Security Lessons From My Doctor
Why it’s hard to change risky habits like weak passwords and heavy smoking, even when advice is clear.
I went to the doctor recently, and he told me to eat more veggies and get some exercise. There’s reasonably solid evidence that dietary patterns and exercise are correlated to longer life. (The notoriously argumentative security community probably wants to comment that a higher percentage of centenarians may relate to genes as well as lifestyle.) However, these things are linked to living longer, which is a goal so many of us share but few Americans act on. Why is that?
After a nice roast beef sandwich for lunch, I’ll come back to this essay and explain that many Americans enjoy meat, and are used to sandwiches for lunch. What to change seems hard. Some people hate olives, or love bacon. Changing to a new habit seems hard, as does simply being disciplined about what you eat. Diet advice seems to come and go and contradict itself all the time. It’s easier to argue that it won’t work than to switch.
So what does all that have to do with security?
Every one of those sorts of objections (except the one about bacon) applies to every security change you want people to make in their lives, in their workflow, in their organization.
For example, it should be easy for you to use a password manager that creates unique passwords everywhere, protecting them from secret or undiscovered leaks of authentication data. But choosing which password manager seems hard.
Do you choose 1Password or LastPass or PasswordVault or NSA’s PasswordG2 or JihadiPass? You might look at reviews (which rarely look at security, but features) or ask a trusted advisor. You might be worried about what happens if your computer crashes and dies, in which case you’d want a backup. You might worry about another availability threat: how to get at your passwords while at work (or home).
If you put passwords in the cloud, you expose them to confidentiality threats, which might be mitigated by encryption, if the folks doing the encryption didn’t mess it up. Which one will you use? Will it work everywhere you need it to? All these security experts have told you not to write down passwords down!
There’s contradictory advice about password managers, by the way, so I’ll lay out my position: Use something with local storage (not cloud) and inter-device sync. I use 1Password, because I think it’s better than the alternatives that I’ve looked at.
A big worry people express is, “Isn’t a password manager a big basket for all my eggs?” Yes it is, just like your desktop computer is. Maybe an attacker wouldn’t get every last password, but they’d get most of them. (You might want to keep the password for all your Bitcoins in a safe.)
What’s happening with respect to password managers is resistance to change. But it’s not resistance to change where the answer is clear, such as “if you want to live longer, do this.” It’s resistance where the answers are fuzzy, the payoff is unclear, and the effort seems high. Also, it’s hard to know if using a password manager is like stopping smoking or if it’s more like adding wheat germ to your diet -- something that may or may not make a big difference.
In security, we rarely have such clarity. And so when people resist the changes we ask them to make, we need to remember not only the importance of clear communication like: “My advice is to use 1Password with local syncing to your phone not cloud sync.” But we should also avoid run on sentences with several subclauses and… Oh, right, change is hard.

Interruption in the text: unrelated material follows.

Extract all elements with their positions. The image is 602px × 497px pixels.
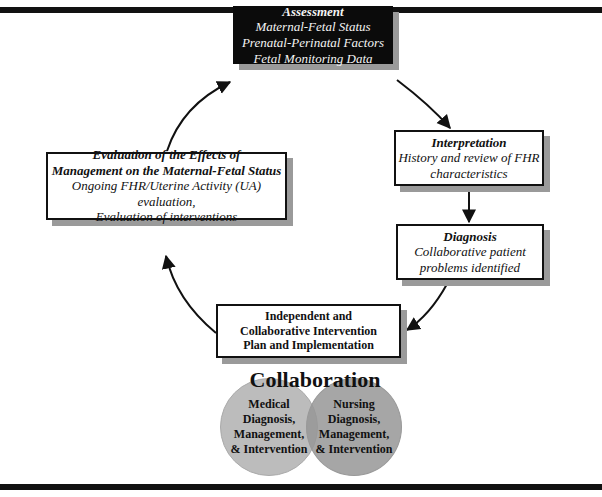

Even when the message is clear, like stop smoking, people have trouble following the advice. They have trouble making changes in their lives. They have trouble making changes in their organizations. And so when your clear security advice isn’t followed, try to understand the reasons that people are resisting the advice, and see what you can do to address those issues.
Related Content:
Security Lessons From My Car Mechanic
Next up: What I learned when my stockbroker called touting a new mutual fund.